What Audible Could Already Offer
- AI generated summaries for finished books
- Short refresh summaries for books revisited months later
- Chapter level heatmaps showing engagement peaks
- Auto generated topic maps for nonfiction
- Smart skipping to high value sections
- Personalized learning paths across multiple books
- Cross book synthesis for similar topics
None of this requires speculative technology. It requires product ambition.
Audible currently offers none of it.
Competitor Landscape
Audible’s dominance masks how much better other platforms are becoming in specific areas.
Spotify Audiobooks
Spotify understands discovery and personalization. It treats audiobooks as part of a broader taste graph. Its recommendation engine is already superior.
YouTube
YouTube’s strength is search and algorithmic discovery. It surfaces long form audio and spoken content with frightening efficiency. Though it's obviously not purpose-built for audio books, so this is a bit of a stretch.
Libro.fm
Libro emphasizes community, transparency, and human curation. It feels aligned with readers rather than optimized for extraction.
Libby
If you haven't heard of it, Libby offers a simpler, more humane experience for audio books. It is not as powerful, but it respects user intent and access. Though with a library card, it's totally free.
Audible wins on catalog depth. It loses on experience.
What Audible Should Build Next
Audible does not need to reinvent itself. It needs to catch up.
Modern Discovery
Audible should make confident recommendations driven by real listening behavior, not popularity charts.
One Tap Wishlist
This should already exist. It is foundational UX hygiene.
AI Summaries and Heatmaps
Audio deserves the same insight tools that text already has.
Annual Listening Wrap Up
Audible has more listening data than Spotify. It does nothing with it.
True Ownership or Interoperability
Portability should be a feature, not a threat.
Better Library Tools
Semantic search, filters by topic, listening velocity, and progress insights should be standard.
Learning Focused Notes and Clips
Notes should be searchable, summarized, and integrated into recall.
Better Products Score
| Category | Score | Notes |
|---|---|---|
| UX and Usability | 5 of 10 | Friction filled and outdated |
| Recommendation Quality | 4 of 10 | Generic and merchandising driven |
| Innovation and Velocity | 3 of 10 | Minimal progress |
| Ownership and Portability | 2 of 10 | Restrictive DRM |
| AI and Personalization | 2 of 10 | Largely absent |
| Content Catalog | 10 of 10 | Still unmatched |
Total Better Products Score: 4.8 of 10
Final Verdict
Audible is a paradox.
It is the largest audiobook platform in the world and one of the least ambitious consumer products in media. It relies on early mover advantage and ecosystem lock in rather than excellence.

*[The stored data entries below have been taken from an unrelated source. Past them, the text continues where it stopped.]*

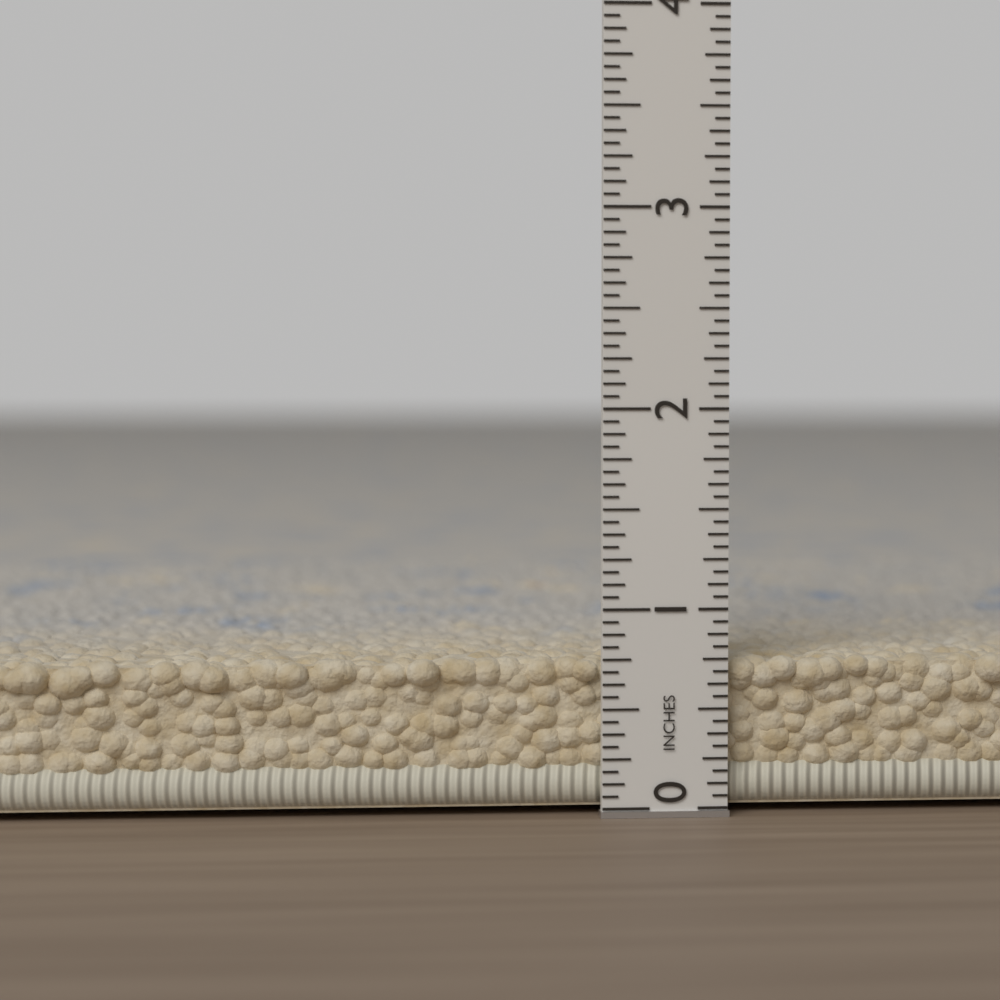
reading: 0.7500 in
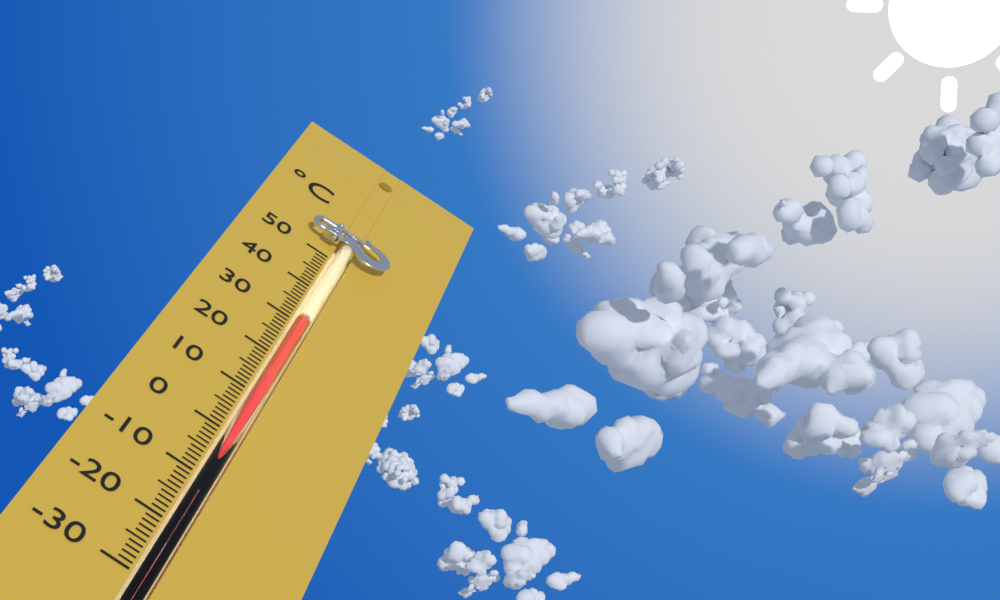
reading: 31 °C
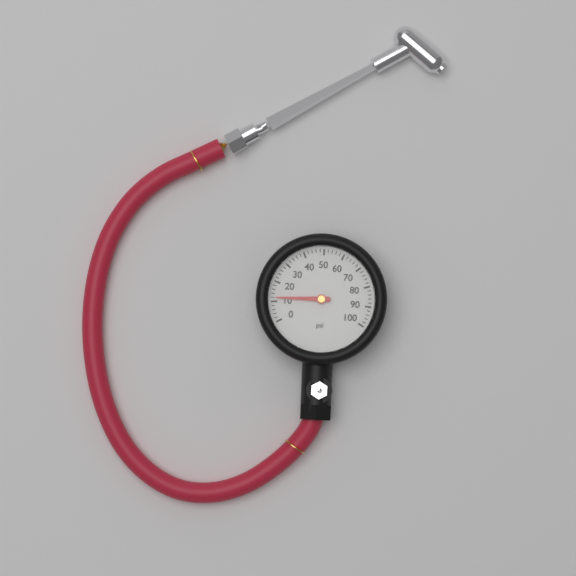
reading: 12 psi
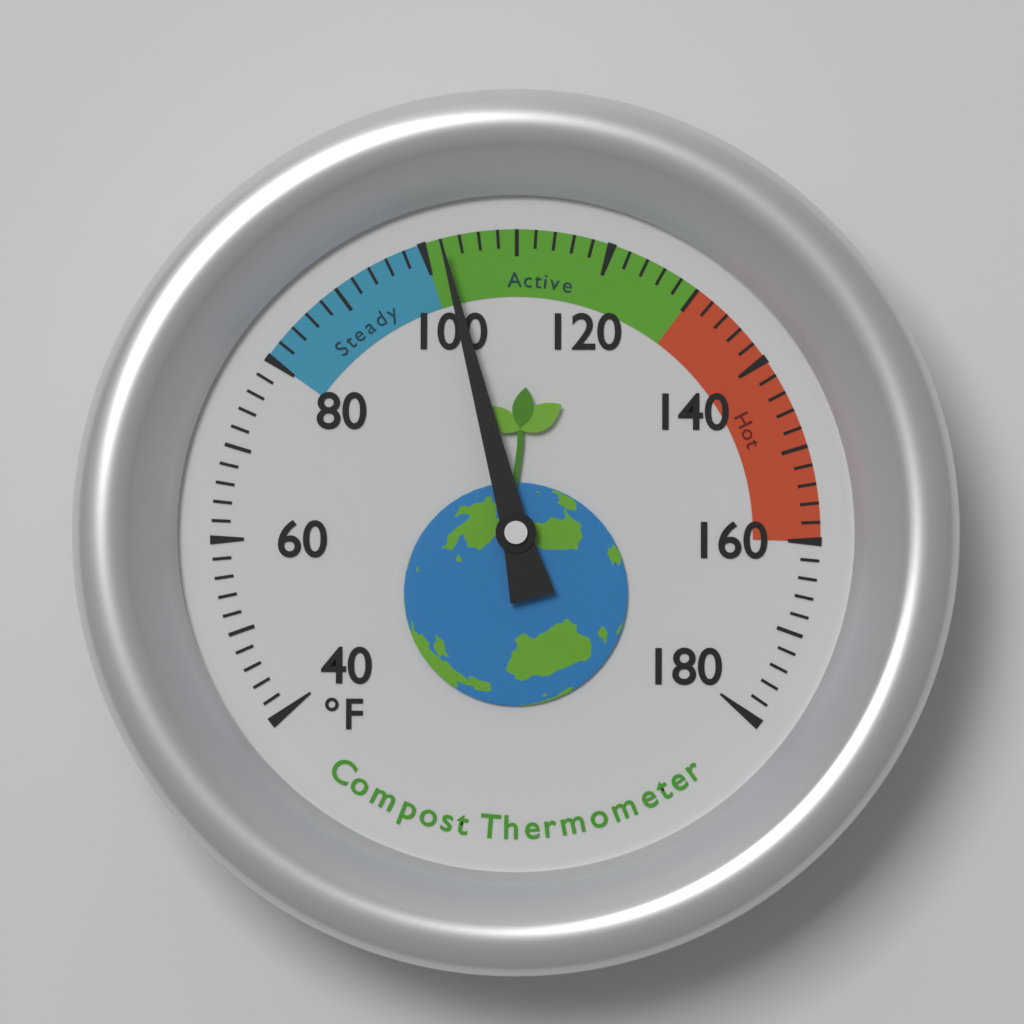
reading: 102 °F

Audible should define the future of audio learning, storytelling, and knowledge consumption. Instead, it behaves like a mature retailer protecting margins.
Innovation is overdue. Personalization is overdue. AI is overdue. Openness is overdue.
When it still takes three taps to add a book to a Wishlist, that is not a small UX issue. It is a signal.
Audible is no longer building for the future. It is maintaining the present.